Can convert partial feeds to feeds with full articles with a built-in Readability style conversion engine! Multiple viewing modes: full article view, headlines view, headlines + one article (Opera RSS reader style), newspaper view, magazine view Built-in Social Media plugin support (Youtube, Youtube Search, Facebook, Twitter, Instagram, VK, LinkedIn Groups, LinkedIn home feed, LinkedIn Jobs, LinkedIn hashtag feed, Yammer, Bitchute, Vimeo, SlideShare, Pinterest, Reddit, Telegram, Rumble, Dribbble, eBay (4.12.0+)) Full standalone feed reader (RSS, Atom, RDF) as a Firefox/Chrome/Vivaldi extension - no online services needed We believe privacy is important so that only you know what sources you follow. Therefore it is vital to learn new things every day and follow relevant and valuable sources of information effortlessly. We believe that the faster you learn, gain new knowledge and information the better you will succeed in life as an individual and as an organization.

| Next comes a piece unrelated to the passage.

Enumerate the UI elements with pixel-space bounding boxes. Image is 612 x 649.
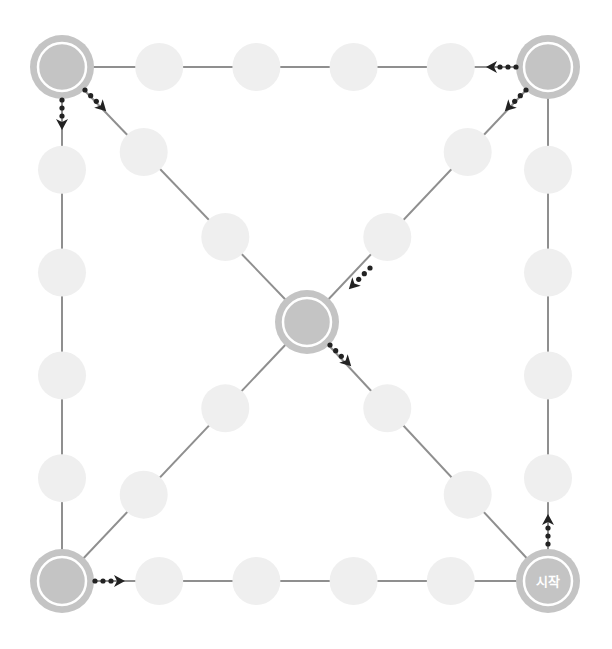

We believe that all the new information that you are interested in, should be automatically aggregated into one place from various sources you care about (both Internet and intranet) into easy-to-read format and automatically filtered based on the rules you define. We believe it is waste of valuable time to spend minutes or even hours every day to go through dozens of websites, blogs, news sites and social media sites manually. Loading those excerpts and images just takes time I don’t have.We believe time is our most valuable asset. I’m familiar enough with these websites that I know they’re worth bookmarking and keeping an eye on. I have to judge from the titles alone whether a post is worth reading. Unlike an online feed reader, this method does not display any excerpts or images from the posts. You can now read the feed directly from your bookmarks bar:Īs you probably noticed, you can organize these links into folders, just like ordinary bookmarks: Which will bring up the “Subscribe with Live Bookmark” option: In that case, click on the “View Feed XML”: Occasionally, however, you’ll be redirected to a website with a variety of subscribe options. Go ahead and select your “Feeds” folder in your bookmark bar: In other words, you will bookmark this feed: Generally, you will get a pop-up window that asks you to “Subscribe with Live Bookmark”. Here’s what it looks like on the Moodle News website: Now, navigate to the site in question and look for their RSS feed icon. First, create a folder called “Feeds” in your bookmark bar. Instead, I use Firefox as my feed reader. You can use online readers such as Google Reader or Bloglines, but I don’t have that kind of time. Instead, I simply follow their RSS feed.Īn RSS feed is a list of recent posts from a website. Of course, I don’t have the time or energy to go through each one every day or even every week. Yes, you read that correctly: several hundred. I’m online a lot: there are probably two dozen or so websites that I read regularly another fifty or so that I read intermittently, and several hundred that I keep an eye on.